During the reign of Catherine II, in the Dnieper region emerged and strengthened the first industrial centers – Katerinoslav (now Dnepropetrovsk), Nikopol, Aleksandrovsk (now Zaporozhye), Kremenchug. The emergence of the steamship line played an important role in the development of trade in timber (primarily in the upper reaches) and agricultural products coming from the southern regions. The only problem was that the steamships could not pass the Dnieper rapids. Travelers had to go ashore in Yekaterinoslav and transfer to postal carriages to get to Aleksandrovsk, where navigation was resumed.

Only in 1932 – after the commissioning of the first unit of the Dnieper power plant – the problem was eliminated. The rapids were flooded as a result of the construction of the dam and the formation of the Dnieper Reservoir. A new era in the development of the Dnieper began.

Once, to avoid the dangerous rapids in the lower Dnieper, people dragged the ships along the bank by drag. Construction of powerful hydroelectric power in the XX century helped to tame the waters of the Dnieper.

Ukraine’s largest river

Like the Volga and Don rivers, the controversial character of the Dnieper was formed during the glacial period. Glacial arms penetrated deep into the valley, reaching the latitude of Dnepropetrovsk. They determined the topography of the channel and banks of the Dnieper. Starting from a brook on the slope of the Valdai highlands, the river gains strength and becomes navigable near Smolensk, about 300 km from its source. After passing through the local forests, the river crosses the moraine Orsha uplands and flows through the territory of Belarus almost strictly from north to south. Expanding more and more to the south, the Dnieper forms a branched hydrosystem. Between Mogilev and Kiev the Dnieper valley widens, the floodplain reaches a width of 14 km. In this interval several rivers flow into the Dnieper: the Berezina and Pripyat from the west, and the Sozh and Desna (the longest tributary of the Dnieper) from the east. Having absorbed large quantities of water from its tributaries, the Dnieper accelerates through Ukraine, gradually giving up its resources to the forest-steppe and steppe regions. Here the river valley often changes its topography, its width sometimes reaches 18 km. The right bank is much higher than the left, steep and precipitous.

In its middle reaches Dnieper is a chain of reservoirs (from Kiev to Kakhovka), and only in the lower reaches is there a part of the natural channel.

The Dnieper Reservoir (in Zaporozhye) was the first to appear on the seemingly indomitable river.
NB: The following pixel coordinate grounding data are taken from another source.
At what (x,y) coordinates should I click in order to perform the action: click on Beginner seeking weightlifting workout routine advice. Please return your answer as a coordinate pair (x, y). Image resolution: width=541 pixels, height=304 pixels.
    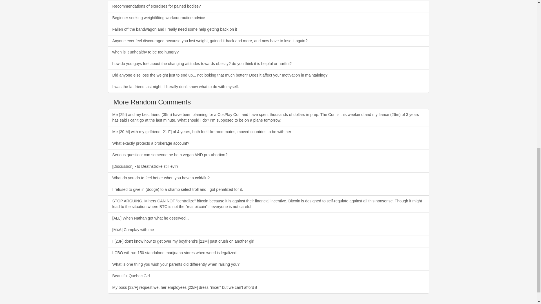
    Looking at the image, I should click on (268, 18).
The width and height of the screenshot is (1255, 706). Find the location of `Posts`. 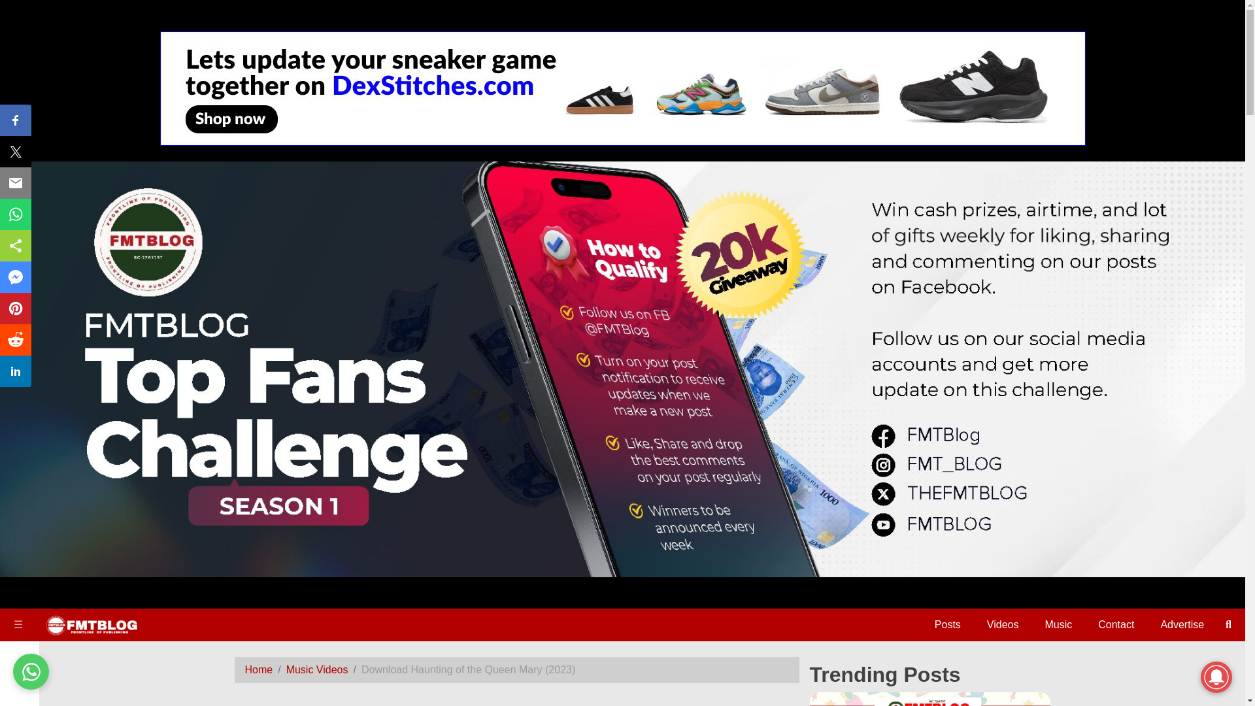

Posts is located at coordinates (948, 625).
In 1939, the Dnieper hydropower plant reached its design capacity. Partially blown up during the war, it was restored by 1950. Dneproges was followed by the construction of Kakhovskaya, Kremenchugskaya, Kievskaya and Dneprodzerzhinskaya. Dnieper cascade of dams was completed by Kanevskaya HPP, finally put into operation in 1975. The huge potential of these hydroelectric power plants still determines the industrial development of independent Ukraine, for which the Dnieper is the main source of energy. And a large number of canals provides water supply and irrigation of the southern and eastern regions of Ukraine.
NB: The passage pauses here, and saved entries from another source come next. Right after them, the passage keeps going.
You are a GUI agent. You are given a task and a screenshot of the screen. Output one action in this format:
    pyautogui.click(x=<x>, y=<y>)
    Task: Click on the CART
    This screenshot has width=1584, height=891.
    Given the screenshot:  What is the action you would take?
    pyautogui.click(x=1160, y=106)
However, due to such intensive use of the Dnieper, a number of major environmental problems arose. Industrial and domestic water pollution has become catastrophic in recent years. Radioactive shadow over the waters of the Dnieper still hangs the accident at the Chernobyl Nuclear Power Plant, located 30 km from the Kiev reservoir. The reservoirs themselves are practically a chain of reservoirs with standing water in the place of ruined unique ecosystems and landscapes. Finally, such a large number of hydraulic structures in the absence of regular upgrading and sufficient funding is gradually falling into disrepair, which threatens a man-made disaster.


General Information

  • The largest tributaries of the Berezina, Pripyat, Sozh, Desna, Sula, Psyol, Sluch, Vorlsca and Ingulets.
  • Countries through the Dnieper flows: Russia, Belarus and Ukraine.
  • The largest cities: Smolensk, Orsha, Mogilyov, Kiev, Cherkasy, Kremenchug, Kamenskoye, Dnieper, Zaporozhye, Nikopol and Kherson.
  • Artificial reservoirs: Kakhovskoe, Dneprodzerzhinskoe, Kremenchug, Kievskoe.
  • Hydroelectric power stations: Dnieper hydropower station (Zaporizhzhya), Kremenchug, Kiev, Kanev, Dneprodzerzhinsk, Kakhovka hydropower stations.
  • Length: 2201 km.
  • Basin area: 504,000 km2 .
  • Height of the source: 220 m (Valdayskaya upland).
  • The slope of the river: 0.1 m/km.

Economy

  • Mineral resources: brown coal, iron, manganese, oil, natural gas.
  • Industry: petrochemical, metallurgy, electrical engineering, power engineering.
  • Agriculture: cultivation of sugar beet, cereals, potatoes, hemp, flax, hops, tobacco; animal industries.

Climate and weather

  • Temperate, in some places with continental influences (large seasonal differences).
  • Freezes in late November-early December, opens in late March-early April.
  • Maximum ice thickness: 60-80 cm.
  • Ice drift lasts 4-9 days.
  • Average summer temperature: 19-22ºC.

Attractions

  • Kiev
  • Cherkassy
  • Dnieper
  • Kremenchug
  • Nikopol
  • Chernihiv
  • Dnieper hydropower
  • Bridges and reservoirs

Fun Facts

  • The first fortress over the rapids of the Dnieper, the prototype of the Zaporozhye Sich, was Khortytsky castle, built by Volyn Prince Dmitry Vishnevetsky in 1553.
  • The Commission on the construction of the Dnieper Hydropower Plant in the 1920s was headed by Leon Trotsky and it was he who led the construction in its initial stages.
  • Dnieper Hydropower Plant is connected with a tragic page in the history of World War II. In August 1941, the dam was blown up by retreating Soviet troops, which caused a huge wave that killed tens of thousands of people, not to mention the livestock, river boats, food supplies and industrial equipment.
  • In 1943 the Battle of the Dnieper took place, one of the most important in the Great Patriotic War. As a result, the plan to turn the river into a defensive frontier was foiled.
  • In March 2010, a major environmental disaster occurred on the Dnieper River near Kiev. Due to the rapid release of water from the Kiev reservoir, tons of fish were crushed by the lowered ice. It is estimated that 50-60% of the fish died.
  • On the night of June 6, 2023, the spillway dam of the hydropower plant was destroyed, locals reported on social media that they heard a strong explosion around the time the dam was breached, at 2:50 am, an explosion with magnitude 1-2 at 2:54 am in the area of the hydropower plant at the same time was detected by the NORSAR seismic sensor network. Since late February 2022, the plant has been taken over by units of the Russian Armed Forces attacking the Kherson region from Russia’s 2014 annexation of the Crimean Peninsula.